By Jae-Ha Kim
Rolling Stone
July 11, 1991
Mecca Arena
Milwaukee, Wisconsin
May 11, 1991
Intelligent heavy metal is an oxymoron in today’s rock world. Too many bands rely on videos featuring nubile models rather than honest musicianship to sell their songs. The member of Queensrÿche stand out in this world, not because they are the prettiest, loudest or raunchiest, but because they treat their music as art rather than product.
Whether the 8,000 kids thrashing their hair and banging their heads at the Mecca appreciated the two hour and fifteen minute show as art is debatable. But they clearly related to the band’s live sound, which was much more stripped down than any of Queensrÿche’s recordings. On its LPs, Queensrÿche tackles, with serious thoughtfulness, subjects ranging from obsessive love to government conspiracy. The band, whose material translates well live, gets the message across with a minimum of histrionics.
As the opening strains of “There’s No Business Like Show Business” played over the PA system, the five band members from Seattle jogged out onto a slanted, angular stage. They kicked the concert off with a raucous version of “Resistance,” from their current LP “Empire,” and followed with music culled from their eight-year career.
What saves Queensrÿche from musical pomposity is the succinct musicianship within the group. At the Mecca, guitarists Chris DeGarmo and Michael Wilton packed a one-two punch that punctuated singer Geoff Tate’s voice — an instrument that help up surprisingly well enough though he tortured it with intensity throughout the evening. And drummer Scott Rockenfield’s solo during “Eyes of a Stranger” was a testament to what could be accomplished with brevity.
While the double-platinum success of Empire and its crossover single, Silent Lucidity, has enabled Queensrÿche to headline in arenas for the first time, almost half of the band’s show was dedicated to its breakthrough 1988 LP, Operation: mindcrime. In an unusual move that could have backfired, Queensrÿche played all fifteen songs from the heavy-metal opera, whose lyrics are on par with Pink Floyd’s Wall or the Who’s Tommy.
Operation: mindcrime is a conceptual piece, and for it to be successful, the audience’s willingness to focus its attention on one subject, the world’s moral decay, for the course of an hour had to be relied on. The predominantly young male audience, weaned on MTV, complied, listening in hushed rapture as Tate sang, I used to think that only America’s way was right, but now the holy dollar rules everybody’s lives,” from “Revolution Calling.”
The music was augmented by conceptual videos that juxtaposed images of police brutality and student demonstrations with shots of consumer greed. The laser show, by arena standards, was subdued: A bright array of rainbow colors flashed out at the audience at regular intervals, inciting cheers from the fan each time it lit up the dark venue. But the most spectacular visual effect was near the end of the show, when a giant hologram of Tate smashed its way through the video screen.
Over the years, heavy metal has become the bastard son of rock, and many of its artists seem less concerned about writing strong lyrics than in creating big hairdos. Although the members of Queensryche are tour veterans, it is still too early to judge whether the group will redefine the limits of the heavy-metal genre. What is clear is that with the success Queensrÿche is enjoying, it is bound to encourage other younger groups to recognize that being smart doesn’t have to be a liability in the music business.
Suicidal Tendencies opened the show with a set that assaulted the audience’s collective senses with speed-metal-guitar chords and motor-mouth vocalist Mike Muir’s rap-style chanting. While the Tendencies’ loud, angry style on songs such as “You Can’t Bring Me Down” makes it easy to categorize them as a heavy-metal band, their musical sensibilities are more in tune with the spirit of punk rock. Had they been old enough to tour in the Seventies, they would have made a fine opening act for the Sex Pistols.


**WHAT TO DO**
Return a word-for-word copy of the complete listing below.

● ● ● ● ● ● ●

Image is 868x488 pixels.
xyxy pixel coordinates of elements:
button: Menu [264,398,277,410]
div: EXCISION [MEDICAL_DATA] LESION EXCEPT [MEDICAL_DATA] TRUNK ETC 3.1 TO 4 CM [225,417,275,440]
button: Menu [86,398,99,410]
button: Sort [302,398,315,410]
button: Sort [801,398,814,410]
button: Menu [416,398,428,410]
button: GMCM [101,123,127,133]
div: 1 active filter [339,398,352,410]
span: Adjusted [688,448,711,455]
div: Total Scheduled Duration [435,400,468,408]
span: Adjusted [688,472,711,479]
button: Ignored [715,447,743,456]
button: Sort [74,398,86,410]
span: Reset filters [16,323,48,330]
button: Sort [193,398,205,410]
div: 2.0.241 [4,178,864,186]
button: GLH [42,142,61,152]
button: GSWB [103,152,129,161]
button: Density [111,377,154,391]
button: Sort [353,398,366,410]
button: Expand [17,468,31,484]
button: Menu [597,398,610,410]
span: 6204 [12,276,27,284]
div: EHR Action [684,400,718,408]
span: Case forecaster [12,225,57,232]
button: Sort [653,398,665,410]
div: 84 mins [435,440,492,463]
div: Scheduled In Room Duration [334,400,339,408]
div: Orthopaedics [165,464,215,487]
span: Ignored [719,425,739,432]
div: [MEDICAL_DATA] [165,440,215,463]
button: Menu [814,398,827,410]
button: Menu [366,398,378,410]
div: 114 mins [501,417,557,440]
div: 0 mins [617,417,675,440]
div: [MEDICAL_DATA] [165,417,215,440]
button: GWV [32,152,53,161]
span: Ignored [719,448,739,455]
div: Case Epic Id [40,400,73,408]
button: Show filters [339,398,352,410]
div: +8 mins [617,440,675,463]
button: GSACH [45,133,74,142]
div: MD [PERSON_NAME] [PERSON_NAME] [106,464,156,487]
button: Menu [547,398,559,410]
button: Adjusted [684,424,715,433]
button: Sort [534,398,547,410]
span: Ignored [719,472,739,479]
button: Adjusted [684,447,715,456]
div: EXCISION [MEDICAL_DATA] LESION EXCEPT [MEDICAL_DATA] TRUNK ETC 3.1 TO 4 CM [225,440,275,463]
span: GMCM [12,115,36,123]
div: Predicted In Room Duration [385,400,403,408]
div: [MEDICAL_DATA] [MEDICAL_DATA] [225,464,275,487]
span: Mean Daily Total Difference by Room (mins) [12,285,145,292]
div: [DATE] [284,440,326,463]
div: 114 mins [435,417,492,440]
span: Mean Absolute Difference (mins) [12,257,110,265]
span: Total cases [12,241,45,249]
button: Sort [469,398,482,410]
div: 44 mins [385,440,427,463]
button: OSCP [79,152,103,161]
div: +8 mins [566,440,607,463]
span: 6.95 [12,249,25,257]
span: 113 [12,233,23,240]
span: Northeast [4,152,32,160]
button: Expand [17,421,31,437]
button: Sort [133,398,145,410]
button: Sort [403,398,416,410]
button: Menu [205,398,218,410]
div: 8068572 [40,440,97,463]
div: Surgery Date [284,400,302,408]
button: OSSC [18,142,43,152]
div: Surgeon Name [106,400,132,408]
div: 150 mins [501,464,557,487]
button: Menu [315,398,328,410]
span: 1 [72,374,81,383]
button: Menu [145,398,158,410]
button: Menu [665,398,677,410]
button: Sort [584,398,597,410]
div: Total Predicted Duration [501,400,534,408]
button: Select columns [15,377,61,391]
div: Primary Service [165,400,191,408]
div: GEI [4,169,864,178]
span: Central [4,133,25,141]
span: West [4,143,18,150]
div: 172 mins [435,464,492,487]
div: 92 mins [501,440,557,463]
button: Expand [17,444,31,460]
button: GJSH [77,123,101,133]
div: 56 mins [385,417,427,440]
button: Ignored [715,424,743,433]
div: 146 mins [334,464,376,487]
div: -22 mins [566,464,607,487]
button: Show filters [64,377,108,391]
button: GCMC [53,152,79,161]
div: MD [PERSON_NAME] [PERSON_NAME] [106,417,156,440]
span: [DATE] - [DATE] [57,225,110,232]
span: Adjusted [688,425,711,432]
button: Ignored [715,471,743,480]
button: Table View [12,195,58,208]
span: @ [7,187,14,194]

● ● ● ● ● ● ●

**EXERCISE ANSWER**
Image is 868x488 pixels.
xyxy pixel coordinates of elements:
button: Menu [264,398,277,410]
div: EXCISION [MEDICAL_DATA] LESION EXCEPT [MEDICAL_DATA] TRUNK ETC 3.1 TO 4 CM [225,417,275,440]
button: Menu [86,398,99,410]
button: Sort [302,398,315,410]
button: Sort [801,398,814,410]
button: Menu [416,398,428,410]
button: GMCM [101,123,127,133]
div: 1 active filter [339,398,352,410]
span: Adjusted [688,448,711,455]
div: Total Scheduled Duration [435,400,468,408]
span: Adjusted [688,472,711,479]
button: Ignored [715,447,743,456]
button: Sort [74,398,86,410]
span: Reset filters [16,323,48,330]
button: Sort [193,398,205,410]
div: 2.0.241 [4,178,864,186]
button: GLH [42,142,61,152]
button: GSWB [103,152,129,161]
button: Density [111,377,154,391]
button: Sort [353,398,366,410]
button: Expand [17,468,31,484]
button: Menu [597,398,610,410]
span: 6204 [12,276,27,284]
div: EHR Action [684,400,718,408]
span: Case forecaster [12,225,57,232]
button: Sort [653,398,665,410]
div: 84 mins [435,440,492,463]
div: Scheduled In Room Duration [334,400,339,408]
div: Orthopaedics [165,464,215,487]
span: Ignored [719,425,739,432]
div: [MEDICAL_DATA] [165,440,215,463]
button: Menu [814,398,827,410]
button: Menu [366,398,378,410]
div: 114 mins [501,417,557,440]
div: 0 mins [617,417,675,440]
div: [MEDICAL_DATA] [165,417,215,440]
button: GWV [32,152,53,161]
span: Ignored [719,448,739,455]
div: Case Epic Id [40,400,73,408]
button: Show filters [339,398,352,410]
div: +8 mins [617,440,675,463]
button: GSACH [45,133,74,142]
div: MD [PERSON_NAME] [PERSON_NAME] [106,464,156,487]
button: Menu [547,398,559,410]
button: Adjusted [684,424,715,433]
button: Sort [534,398,547,410]
span: Ignored [719,472,739,479]
button: Adjusted [684,447,715,456]
div: EXCISION [MEDICAL_DATA] LESION EXCEPT [MEDICAL_DATA] TRUNK ETC 3.1 TO 4 CM [225,440,275,463]
span: GMCM [12,115,36,123]
div: Predicted In Room Duration [385,400,403,408]
div: [MEDICAL_DATA] [MEDICAL_DATA] [225,464,275,487]
span: Mean Daily Total Difference by Room (mins) [12,285,145,292]
div: [DATE] [284,440,326,463]
div: 114 mins [435,417,492,440]
span: Mean Absolute Difference (mins) [12,257,110,265]
span: Total cases [12,241,45,249]
button: Sort [469,398,482,410]
div: 44 mins [385,440,427,463]
button: OSCP [79,152,103,161]
div: +8 mins [566,440,607,463]
span: 6.95 [12,249,25,257]
span: 113 [12,233,23,240]
span: Northeast [4,152,32,160]
button: Expand [17,421,31,437]
button: Sort [133,398,145,410]
button: Sort [403,398,416,410]
button: Menu [205,398,218,410]
div: 8068572 [40,440,97,463]
div: Surgery Date [284,400,302,408]
button: OSSC [18,142,43,152]
div: Surgeon Name [106,400,132,408]
div: 150 mins [501,464,557,487]
button: Menu [315,398,328,410]
span: 1 [72,374,81,383]
button: Menu [145,398,158,410]
button: Menu [665,398,677,410]
button: Sort [584,398,597,410]
div: Total Predicted Duration [501,400,534,408]
button: Select columns [15,377,61,391]
div: Primary Service [165,400,191,408]
div: GEI [4,169,864,178]
span: Central [4,133,25,141]
span: West [4,143,18,150]
div: 172 mins [435,464,492,487]
div: 92 mins [501,440,557,463]
button: Expand [17,444,31,460]
button: GJSH [77,123,101,133]
div: 56 mins [385,417,427,440]
button: Ignored [715,424,743,433]
div: 146 mins [334,464,376,487]
div: -22 mins [566,464,607,487]
button: Show filters [64,377,108,391]
button: GCMC [53,152,79,161]
div: MD [PERSON_NAME] [PERSON_NAME] [106,417,156,440]
span: [DATE] - [DATE] [57,225,110,232]
span: Adjusted [688,425,711,432]
button: Ignored [715,471,743,480]
button: Table View [12,195,58,208]
span: @ [7,187,14,194]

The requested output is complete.